Bell Wildfire vs Curtis Lady Bug

Both boats are composites. The Wildfire is a 1993 kevlar deluxe with 1-piece wood gunwales (42 lbs) (most similar to white gold) and the Lady Bug is a 1988 lighter lay up (32 lbs). I just acquired the Wildfire 4 days ago and have paddled it twice on small local lakes.



I’m 5’6" and 160 lbs.



I paddled both boats unloaded yesterday, one after the other, using both a 50" ZRE Power Surge and a 54" Grey Owl Freestyle. I paddled both sitting (w/o foot brace) and kneeling. The Wildfire was 1st.



The Wildfire seems like it too big and too inefficient for me, especially when compared to the Curtis Lady Bug, which is a tad smaller. The Lady Bug is just easier for me to keep moving with relatively little effort. My impression is that it’s the difference in hull size and shape, rather than the slightly more scratched up gel coat on the Wildfire. Does this experience jibe with that of others familiar with both boats? I may end up selling the Wildfire sometime soon because of the apparent excess effort that it seems to require for cruising comapared to the Lady Bug, though the Wildfire handles nicely and firms up better when heeled. An alternative to selling the Wildfire because of the effort it takes to keep moving on lakes is to keep it for river day trips when I’ll be expecting larger standing waves, but I don’t encounter that very often.



When I bought the Wildfire, I was well aware that it would likely be too big for efficient use for someone my size, but was surprised by how much more work it was to keep moving than the Lady Bug. The price was right and it was only 30 miles from home, so it was worth taking a chance on it.



Thanks.

well
Call me when you decide to sell that big, old, clunky Wildfire.

Expectations
Sounds like the Wildfire lived up to your expectations. What else could one expect ?

drag and fit
Certainly, WF is probably too wide for you, although it might be your Far North solo of choice. If memory serves, you have a FlashFire too. Widths are WF 30", LB 29" and FF 28.5, so we’d expect the Flash to fit a compact guy best.



R.e. skin friction, better re-read Winter’s on drag. A scratched hull can have twice the drag of a new one.

A closer look at hull surface condition
on both boats reveals that the condition is very similar on the two. The white hull just doesn’t show the scratches as well.

I believe that the Lady Bug has diff
rocker for touring. Wild does not and is an incentive to develop a spot on yawless jstroke. Or an exercise in frustration; if its too wide you won’t be able to get a vertical shaft plant and you kind of lose the game from the get go.



Have a friend look at you head on paddling both boats. I bet dollars to donuts the Wild being too wide for you is all in the way…



Differential rocker boats do make up for paddler error and at this point I am not sure if your stroke is in error in the Lady Bug and you are able to get away with it or the Wild is too big.



If you want to dump one MFS is an ideal buy sell hotspot.

Yawless J stroke
What is meant by a yawless j stroke?



Thanks.

one that works to keep the boat straight
My first solo was a good bit more rockered than the Wildfire. It was a good teacher of the J stroke … once I got beyond the initial wrist pain.

Lady Bug has symmetrical rocker, but
it has less rocker than the Wildfire and Flashfire. There are also other subtle differences to underwater hull shape.



It just seemed that it was more effort per stroke to move the Wildfire. I’m suspecting increased skin friction is the major factor - more boat surface in the water.



I know that my forward stroke is far from perfect.



Hull width didn’t seem like an issue - gunwale width was about the same - hardly had to adjust gunwale brackets going from Wildfire to Lady Bug.



I rarely paddle with anyone else, so getting bystander feedback isn’t too likely.



Thanks for the insights.

the term, yawless j-stroke is…
an oxymoron, in that the j correction is needed to counter yaw produced by the forward part of the stroke. So, no yaw, no necessity for the j stroke. More proper would be, a yaw-less forwrad stroke or actually nearly yaw-less, since a yaw-less forward stroke in terms of physics is virtually impossible. Please to remember that a J-stroke has 2 parts, the Forward plus a J-correction.



Pag

Might wanna consider just what type of
"effort" you’re thinking right now…so try it/them out in whatever conditions you’re going to want to paddle each in. Usually a lot easier and more accurate to judge performance by plunking it/them down on a somewhat less than perfect day, then let your technique and the hull to do their thing…instead of always choosing that bluebird, windless day = lots of peope can paddle most anything on days like that.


- WORK ITEM -
Gather from the listing below each line that includes the word "Location", and copy it.

####

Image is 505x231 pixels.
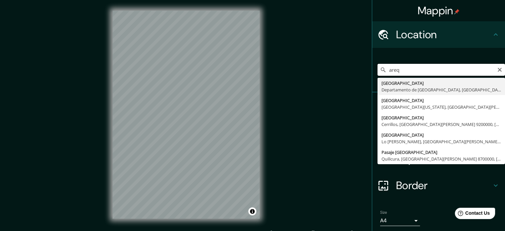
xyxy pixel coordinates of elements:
[454,9,459,14] img: pin-icon.png
[381,80,501,86] div: [GEOGRAPHIC_DATA]
[381,131,501,138] div: [GEOGRAPHIC_DATA]
[381,104,501,110] div: [GEOGRAPHIC_DATA][US_STATE], [GEOGRAPHIC_DATA][PERSON_NAME] 8240000, [GEOGRAPHIC_DATA]
[372,92,505,119] div: Pins
[372,21,505,48] div: Location
[381,155,501,162] div: Quilicura, [GEOGRAPHIC_DATA][PERSON_NAME] 8700000, [GEOGRAPHIC_DATA]
[372,145,505,172] div: Layout
[497,66,502,72] button: Clear
[381,114,501,121] div: [GEOGRAPHIC_DATA]
[396,28,491,41] h4: Location
[417,4,459,17] h4: Mappin
[380,209,387,215] label: Size
[248,207,256,215] button: Toggle attribution
[396,152,491,165] h4: Layout
[446,205,497,223] iframe: Help widget launcher
[380,215,420,226] div: A4
[396,178,491,192] h4: Border
[381,121,501,127] div: Cerrillos, [GEOGRAPHIC_DATA][PERSON_NAME] 9200000, [GEOGRAPHIC_DATA]
[377,64,505,76] input: Pick your city or area
[112,11,259,218] canvas: Map
[372,172,505,198] div: Border
[381,97,501,104] div: [GEOGRAPHIC_DATA]
[381,138,501,145] div: Lo [PERSON_NAME], [GEOGRAPHIC_DATA][PERSON_NAME], [GEOGRAPHIC_DATA]
[381,149,501,155] div: Pasaje [GEOGRAPHIC_DATA]
[372,119,505,145] div: Style
[381,86,501,93] div: Departamento de [GEOGRAPHIC_DATA], [GEOGRAPHIC_DATA]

####

- ANSWER FOR THIS EXERCISE -
[372,21,505,48] div: Location
[396,28,491,41] h4: Location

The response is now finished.